A & B v Channel Four

Reference: [2005] EWHC 3522 (Fam); [2007] 1 FLR 678

Court: Family Division (Newcastle District Registry)

Judge: Munby J

Date of judgment: 6 Jul 2005

Summary: Privacy - Injunctions - Covert filming of children in schools - Article 8 - Article 10 - s.12 Human Rights Act 1998

Appearances:

Instructing Solicitors: Olswang for Channel Four

Facts

Channel 4 intended to broadcast a programme in its Dispatches series about the conditions in British schools. A supply teacher had secretly recorded footage of 4 schools, 2 in Islington and 2 in Leeds. Cs were two 15-year-old pupils at one of the Leeds schools. They sought an injunction to prevent C4 from transmitting any footage of them as part of the programme claiming that they had a reasonable expectation of privacy at school and that showing footage of them on the programme would be a misuse of confidential information.
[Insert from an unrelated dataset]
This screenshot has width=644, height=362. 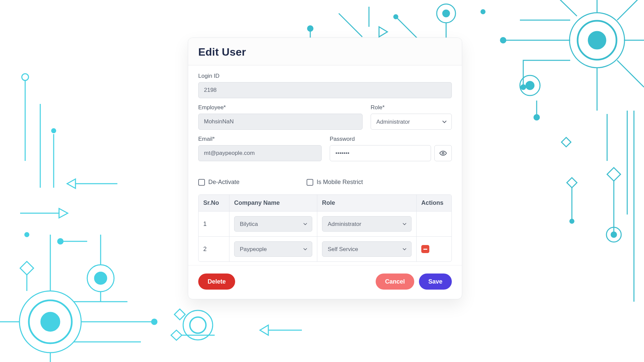 I want to click on cell-role: Self Service, so click(x=367, y=249).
C4 contended that the interference with the Cs’ Article 8 rights was limited because their faces would be obscured in the programme. The footage of the children in the schools was essential to the thesis of the programme and that any interference with the Cs’ Article 8 rights was legitimate and proportionate in pursuance of various Article 10 and Article 8 interests of others.

Issue

(1) Whether the Cs had an arguable cause of action for misuse of private information (2) If so, whether the interference with the Cs’ Article 8 rights was outweighed by other Article 10 and 8 considerations (3) Having performed that balance at the interim stage, whether under s.12 Human Rights Act the Cs could show that they were “likely” to succeed at trial (4) Whether – following Cream Holdings v Banerjee – the Court should nevertheless restrain transmission of the relevant footage for a short period to allow further argument/evidence.

Held

Injunction refused. (1) There was an arguable cause of action for misuse of private information. Cs were filmed at school in circumstances where they had a reasonable expectation of privacy. The pupil/teacher relationship was arguably akin to the doctor/patient, lawyer/client, banker/customer relationship. (2) Having watched the programme, the Judge was satisfied that there was a substantial public interest in the programme. To remove the covert footage would dismember the programme and deprive it of its core evidence. Not only would this represent a substantial interference with C4’s Article 10 rights, but would be an interference with viewers, parents and other interested persons’ rights to receive the information about the conditions in the schools.(3) The balance came down heavily in favour of the Article 10 rights. Cs were not likely to succeed at trial. (4) Cs’ position would be no better with any further evidence. This was not an exceptional case within Cream Holdings.

Comment

According to Wainwright, there is no free-standing cause of action for privacy, but the “shoe-horning” of privacy into breach of confidence carries on at pace. The Court considered that it was not necessary to identify any particular information that would be disclosed in the footage and then go on to consider whether that information was confidential. The case proceeded on the basis that the nature of the teacher/child relationship cloaked all in privacy/confidence and that even with the identities of the Claimants obscured there was a substantial interference with the Claimants’ Article 8 rights. However, in this instance, given the important public interest in the programme those rights had to give way to the Article 10 rights of broadcaster and viewer and the Article 8 rights of the children in the respective schools whose education was being impeded by the chaos in their classrooms.